Texas A&M University
Mike enjoyed four years at Texas A&M in College Station, TX and graduated after Four years and summer in August 1986 with a Electrical Engineering Technology (now called ESET). (Whoop!) College was filled with classwork and flying home many weekends to work for Sunrise Systems, and later Micro Craft.
After College
With advice from his family, Mike decided to get a real W-2 job. He accepted a position in Aug 1986 to work for Spectradyne. Spectradyne designed and manufactured set-top boxes for hotels whereby someone could watch a PPV movie in a hotel. They led the industry at that time. Second, Spectradyne designed and manufactured the FIDS system equipment for all of American Airlines’ hub cities. This included all the computers, monitors, and signage throughout the airport displaying arrivals, departures, baggage information, and information facing the ground crew and pilots. Mike was instrumental in both parts of the company’s engineering development.

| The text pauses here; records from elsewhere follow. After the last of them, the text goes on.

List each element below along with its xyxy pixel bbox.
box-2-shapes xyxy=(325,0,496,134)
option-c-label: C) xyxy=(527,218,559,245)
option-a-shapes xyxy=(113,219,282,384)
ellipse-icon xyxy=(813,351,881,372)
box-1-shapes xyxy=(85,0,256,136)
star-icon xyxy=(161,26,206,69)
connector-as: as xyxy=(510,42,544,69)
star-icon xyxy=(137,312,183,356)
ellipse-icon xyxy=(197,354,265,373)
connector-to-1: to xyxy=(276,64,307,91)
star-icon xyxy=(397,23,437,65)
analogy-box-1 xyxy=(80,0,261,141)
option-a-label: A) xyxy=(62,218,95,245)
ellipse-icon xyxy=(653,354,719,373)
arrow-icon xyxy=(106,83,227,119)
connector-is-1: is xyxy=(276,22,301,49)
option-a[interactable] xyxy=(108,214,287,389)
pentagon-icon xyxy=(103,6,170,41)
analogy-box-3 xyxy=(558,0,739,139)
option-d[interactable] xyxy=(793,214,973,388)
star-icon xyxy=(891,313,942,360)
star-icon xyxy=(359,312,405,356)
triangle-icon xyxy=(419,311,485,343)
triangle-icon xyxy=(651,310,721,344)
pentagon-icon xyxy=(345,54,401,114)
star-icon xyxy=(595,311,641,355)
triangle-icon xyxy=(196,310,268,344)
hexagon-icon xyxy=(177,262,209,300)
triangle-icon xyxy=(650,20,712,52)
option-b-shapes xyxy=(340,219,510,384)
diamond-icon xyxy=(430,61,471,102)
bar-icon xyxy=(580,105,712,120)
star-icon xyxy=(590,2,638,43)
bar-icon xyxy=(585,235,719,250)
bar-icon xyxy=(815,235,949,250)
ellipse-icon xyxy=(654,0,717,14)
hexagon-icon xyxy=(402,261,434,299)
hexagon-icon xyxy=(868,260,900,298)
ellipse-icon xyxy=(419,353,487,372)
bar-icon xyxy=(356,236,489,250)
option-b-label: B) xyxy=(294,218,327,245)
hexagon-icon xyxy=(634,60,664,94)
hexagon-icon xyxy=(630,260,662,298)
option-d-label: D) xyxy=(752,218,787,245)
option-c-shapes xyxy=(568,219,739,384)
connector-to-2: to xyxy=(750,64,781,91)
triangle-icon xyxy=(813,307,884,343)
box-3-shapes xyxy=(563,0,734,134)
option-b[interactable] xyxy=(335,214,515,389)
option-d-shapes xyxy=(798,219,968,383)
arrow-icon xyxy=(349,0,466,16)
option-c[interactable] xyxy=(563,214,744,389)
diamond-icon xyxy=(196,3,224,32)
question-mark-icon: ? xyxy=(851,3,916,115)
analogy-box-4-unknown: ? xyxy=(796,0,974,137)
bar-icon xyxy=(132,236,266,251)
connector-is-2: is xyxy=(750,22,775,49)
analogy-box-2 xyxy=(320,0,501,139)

Precision Electronic Products (PEP)
Mike was recruited to be a founder alongside John Adel (founder and investor in Spectradyne, Electrospace, etc.) and 5 other founders. We developed a simpler easy low-cost PPV delivery system for smaller hotels (<100 rooms) and hospitals. John asked Mike to find an office to rent. Ask Mike about that experience! Mike was a principal engineer and played a key role in the development of the Set-Top-Box and the backend computer system.
Here is where Mike learned the value of documentationMike valued documentation but took the shortcut to skip documentation in order to shorten the development time and get to market on the startup budget. After hiring several engineers to help along the way and with no documentation, Mike began spending more time helping others understand the architecture and also traveling all over the US to installation sites because of the lack of documentation. After PEP, he swore never to be in that situation again.